120,000 children living illegally in the UK 'need better protection'

An Oxford University study has put the number of children who were living in the UK without legal immigration status in 2011 at around 120,000 – about 0.9 per cent of the total population of children below the age of 18. The report suggests that the government’s overriding priority should be to protect these children, despite their immigration status.

Researchers from the Centre on Migration, Policy and Society (COMPAS) conducted interviews with migrant children, migrant families, policymakers, teachers, GPs and support agencies in London and Birmingham. They discovered that a high proportion of 'irregular migrant' children, whose parents are living in the UK without authorisation, were either born or have spent most of their childhood here. Yet they found this group is trapped between conflicting laws that on the one hand protect children, but on the other enforce migration control.

It suggests the children are at risk of destitution, exploitation and social exclusion because of contradictory and frequently changing rules and regulations which jeopardise their access to healthcare, education, protection by the police and other public services.

Dr Nando Sigona, the report's main author, said: 'Current immigration policy seems to override the concern for children's rights. Nobody, not the public nor the children or their families, benefits from this.'

Both international and British laws guarantee children access to education and healthcare, irrespective of their immigration status, and oblige public authorities to work in the children's best interests.  

But the report finds that increased demands on public authorities by the UK Border Agency (UKBA) – such as asking social services to report suspected irregular migrants – are pushing families and children away from essential services, leaving them more vulnerable and isolated. This can also mean that children and their families who are victims of serious crime may be afraid to report it to police because of their fears about their immigration status.

The report says frontline professionals like GPs and teachers are increasingly being asked to check the legal status of children in their care. Not having legal status can mean the children either don't go to school or can't participate fully. It also means they may not be able to register with a GP or that pregnant mothers who lack legal status may avoid antenatal and postnatal care for fear of being reported to UKBA, says the report.

Dr Paramjit Gill of The Royal College of General Practitioners commented: 'Having a large group of young people without access to healthcare has significant public health implications such as missing out on routine immunisation and screening programmes.'

Dr Sigona said: 'The point of the report is to identify the situation that these children are in, and the difficulties that this places on the public service providers with whom they come into contact. Teachers, GPs and social workers should be allowed to do their jobs without having to act as de facto immigration control officers.'

The report recommends policy-makers take a more pragmatic approach, considering that children who were born or spent most of their childhood in the UK are unlikely to be deported, and there are potential negative impacts on British society of a long-term excluded population. It argues that one solution might be to provide this group of children with an opportunity to gain legal status as UK residents at birth, an approach that currently applies to children of irregular migrants in the US and Canada and the UK followed until 1981.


EXERCISE AIM
Each line of the records below that holds "this" should be copied out.

────────────────

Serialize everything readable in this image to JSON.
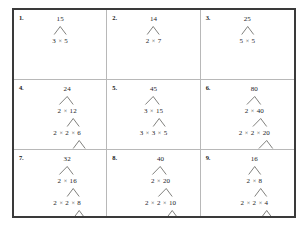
{
  "worksheet": {
    "title": "Factor Trees Worksheet",
    "columns": 3,
    "rows": 3,
    "operator": "×",
    "border_color": "#3a3a3a",
    "grid_line_color": "#b8b8b8",
    "text_color": "#23231f"
  },
  "problems": [
    {
      "number": "1.",
      "target": "15",
      "levels": [
        [
          "15"
        ],
        [
          "3",
          "5"
        ]
      ],
      "branches": [
        [
          {
            "from": 0,
            "to": 0
          },
          {
            "from": 0,
            "to": 1
          }
        ]
      ]
    },
    {
      "number": "2.",
      "target": "14",
      "levels": [
        [
          "14"
        ],
        [
          "2",
          "7"
        ]
      ],
      "branches": [
        [
          {
            "from": 0,
            "to": 0
          },
          {
            "from": 0,
            "to": 1
          }
        ]
      ]
    },
    {
      "number": "3.",
      "target": "25",
      "levels": [
        [
          "25"
        ],
        [
          "5",
          "5"
        ]
      ],
      "branches": [
        [
          {
            "from": 0,
            "to": 0
          },
          {
            "from": 0,
            "to": 1
          }
        ]
      ]
    },
    {
      "number": "4.",
      "target": "24",
      "levels": [
        [
          "24"
        ],
        [
          "2",
          "12"
        ],
        [
          "2",
          "2",
          "6"
        ],
        [
          "2",
          "2",
          "2",
          "2"
        ]
      ],
      "branches": [
        [
          {
            "from": 0,
            "to": 0
          },
          {
            "from": 0,
            "to": 1
          }
        ],
        [
          {
            "from": 1,
            "to": 1
          },
          {
            "from": 1,
            "to": 2
          }
        ],
        [
          {
            "from": 2,
            "to": 2
          },
          {
            "from": 2,
            "to": 3
          }
        ]
      ]
    },
    {
      "number": "5.",
      "target": "45",
      "levels": [
        [
          "45"
        ],
        [
          "3",
          "15"
        ],
        [
          "3",
          "3",
          "5"
        ]
      ],
      "branches": [
        [
          {
            "from": 0,
            "to": 0
          },
          {
            "from": 0,
            "to": 1
          }
        ],
        [
          {
            "from": 1,
            "to": 1
          },
          {
            "from": 1,
            "to": 2
          }
        ]
      ]
    },
    {
      "number": "6.",
      "target": "80",
      "levels": [
        [
          "80"
        ],
        [
          "2",
          "40"
        ],
        [
          "2",
          "2",
          "20"
        ],
        [
          "2",
          "2",
          "2",
          "10"
        ],
        [
          "2",
          "2",
          "2",
          "2",
          "5"
        ]
      ],
      "branches": [
        [
          {
            "from": 0,
            "to": 0
          },
          {
            "from": 0,
            "to": 1
          }
        ],
        [
          {
            "from": 1,
            "to": 1
          },
          {
            "from": 1,
            "to": 2
          }
        ],
        [
          {
            "from": 2,
            "to": 2
          },
          {
            "from": 2,
            "to": 3
          }
        ],
        [
          {
            "from": 3,
            "to": 3
          },
          {
            "from": 3,
            "to": 4
          }
        ]
      ]
    },
    {
      "number": "7.",
      "target": "32",
      "levels": [
        [
          "32"
        ],
        [
          "2",
          "16"
        ],
        [
          "2",
          "2",
          "8"
        ],
        [
          "2",
          "2",
          "2",
          "4"
        ],
        [
          "2",
          "2",
          "2",
          "2",
          "2"
        ]
      ],
      "branches": [
        [
          {
            "from": 0,
            "to": 0
          },
          {
            "from": 0,
            "to": 1
          }
        ],
        [
          {
            "from": 1,
            "to": 1
          },
          {
            "from": 1,
            "to": 2
          }
        ],
        [
          {
            "from": 2,
            "to": 2
          },
          {
            "from": 2,
            "to": 3
          }
        ],
        [
          {
            "from": 3,
            "to": 3
          },
          {
            "from": 3,
            "to": 4
          }
        ]
      ]
    },
    {
      "number": "8.",
      "target": "40",
      "levels": [
        [
          "40"
        ],
        [
          "2",
          "20"
        ],
        [
          "2",
          "2",
          "10"
        ],
        [
          "2",
          "2",
          "2",
          "5"
        ]
      ],
      "branches": [
        [
          {
            "from": 0,
            "to": 0
          },
          {
            "from": 0,
            "to": 1
          }
        ],
        [
          {
            "from": 1,
            "to": 1
          },
          {
            "from": 1,
            "to": 2
          }
        ],
        [
          {
            "from": 2,
            "to": 2
          },
          {
            "from": 2,
            "to": 3
          }
        ]
      ]
    },
    {
      "number": "9.",
      "target": "16",
      "levels": [
        [
          "16"
        ],
        [
          "2",
          "8"
        ],
        [
          "2",
          "2",
          "4"
        ],
        [
          "2",
          "2",
          "2",
          "2"
        ]
      ],
      "branches": [
        [
          {
            "from": 0,
            "to": 0
          },
          {
            "from": 0,
            "to": 1
          }
        ],
        [
          {
            "from": 1,
            "to": 1
          },
          {
            "from": 1,
            "to": 2
          }
        ],
        [
          {
            "from": 2,
            "to": 2
          },
          {
            "from": 2,
            "to": 3
          }
        ]
      ]
    }
  ]
}
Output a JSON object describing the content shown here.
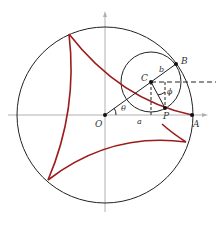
{
  "diagram": {
    "type": "hypocycloid (deltoid) construction",
    "colors": {
      "circle": "#222222",
      "curve": "#9b1c1c",
      "axis": "#aaaaaa",
      "construction": "#222222"
    },
    "labels": {
      "origin": "O",
      "point_a": "A",
      "point_b": "B",
      "point_c": "C",
      "point_p": "P",
      "radius_large": "a",
      "radius_small": "b",
      "angle_theta": "θ",
      "angle_phi": "ϕ"
    }
  }
}
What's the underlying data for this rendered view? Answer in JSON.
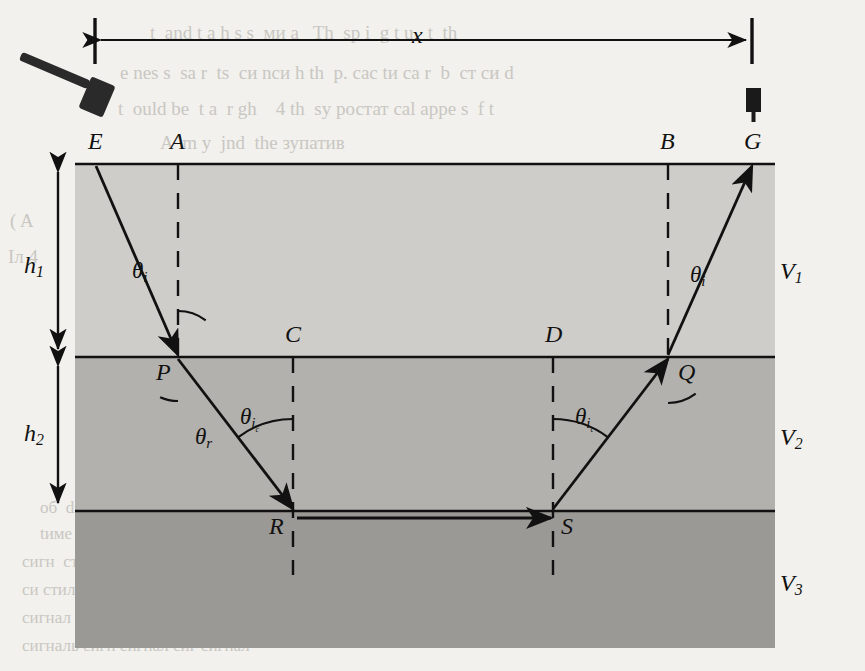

────────────────

TASK SOLUTION
Serialize everything readable in this image to JSON.
What's the underlying data for this rendered view? Answer in JSON.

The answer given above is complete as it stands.